Tuesday, February 17, 2015

Tuesday Top Ten: College Basketball Dunks

In honor of the 70th anniversary of the first dunk in a college basketball game, ESPN compiled a list of Top 10 Dunks in NCAA History.  As the writer notes, it's limited in a lot of respects because of the availability of footage of dunks.  Overall, I think the list is pretty fair.  Lane's backboard-shattering dunk certainly deserves to be at the top of any such list, and I'm glad to see Darvin Ham getting some love.  I would have thought Bobby Hurley's alley oop to Grant Hill in the 1991 NCAA Championship game would have made the list, but what are you gonna do?  For a more comprehensive list/video, click here for a post I had a few years ago with the Top 50 college basketball dunks ever.  Some of the dunks on ESPN's list only made the honorable mention on the Top 50 video.  To each his own, I guess.

Here are some of the best dunks I remember seeing by IU players.  I'm not necessarily saying these are better than any of the dunks on ESPN's list -- just saying these were sweet.  They are in no particular order, other than the first one.

-My freshman year at IU, Charlie Miller threw down an insane dunk from the wing that might be the best dunk I've ever seen in person (outside of multiple dunks by Ronnie Fields in the 1994 Proviso West Holiday Tournament, a couple of which can be seen between the 29-second and 40-second marks and at the 1:05 mark of this video).  I wish there was video evidence of this because it was ridiculous.

-In 2002, Jeff Newton posterized Illinois's Lucas Johnson (in the game I referred to yesterday in which IU hit 17 3s en route to an 88-57 demolishing of the Illini).


-Will Sheehey's dunk against Iowa in 2011 was pretty good.


-Troy Williams had a pretty sweet alley oop that was waved off because of an offensive foul in IU's win over Michigan on February 7.


-Victor Oladipo's in-game 360 in the Big Ten Tournament in 2013.


-And, of course, Victor Oladipo had the greatest missed dunk of all-time, in IU's win over then-#1 Michigan in 2013.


**YOUR OBJECTIVE:** The data below should be restated word for word, with every picture omitted.

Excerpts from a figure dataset

/---

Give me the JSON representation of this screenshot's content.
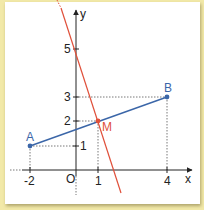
{
  "diagram": {
    "type": "coordinate-plane",
    "axes": {
      "x_label": "x",
      "y_label": "y",
      "origin_label": "O",
      "x_ticks": [
        "-2",
        "1",
        "4"
      ],
      "y_ticks": [
        "1",
        "2",
        "3",
        "5"
      ]
    },
    "points": [
      {
        "name": "A",
        "x": -2,
        "y": 1,
        "color": "#3b66a8"
      },
      {
        "name": "B",
        "x": 4,
        "y": 3,
        "color": "#3b66a8"
      },
      {
        "name": "M",
        "x": 1,
        "y": 2,
        "color": "#e0503a"
      }
    ],
    "segments": [
      {
        "from": "A",
        "to": "B",
        "color": "#3b66a8"
      }
    ],
    "lines": [
      {
        "description": "line through (0,5) and M(1,2)",
        "color": "#e0503a"
      }
    ],
    "colors": {
      "background": "#f2e9a8",
      "panel": "#ffffff",
      "axis": "#222222",
      "segment": "#3b66a8",
      "line": "#e0503a"
    }
  }
}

\---

**SOLUTION TO THIS TASK:**
Give me the JSON representation of this screenshot's content.
{
  "diagram": {
    "type": "coordinate-plane",
    "axes": {
      "x_label": "x",
      "y_label": "y",
      "origin_label": "O",
      "x_ticks": [
        "-2",
        "1",
        "4"
      ],
      "y_ticks": [
        "1",
        "2",
        "3",
        "5"
      ]
    },
    "points": [
      {
        "name": "A",
        "x": -2,
        "y": 1,
        "color": "#3b66a8"
      },
      {
        "name": "B",
        "x": 4,
        "y": 3,
        "color": "#3b66a8"
      },
      {
        "name": "M",
        "x": 1,
        "y": 2,
        "color": "#e0503a"
      }
    ],
    "segments": [
      {
        "from": "A",
        "to": "B",
        "color": "#3b66a8"
      }
    ],
    "lines": [
      {
        "description": "line through (0,5) and M(1,2)",
        "color": "#e0503a"
      }
    ],
    "colors": {
      "background": "#f2e9a8",
      "panel": "#ffffff",
      "axis": "#222222",
      "segment": "#3b66a8",
      "line": "#e0503a"
    }
  }
}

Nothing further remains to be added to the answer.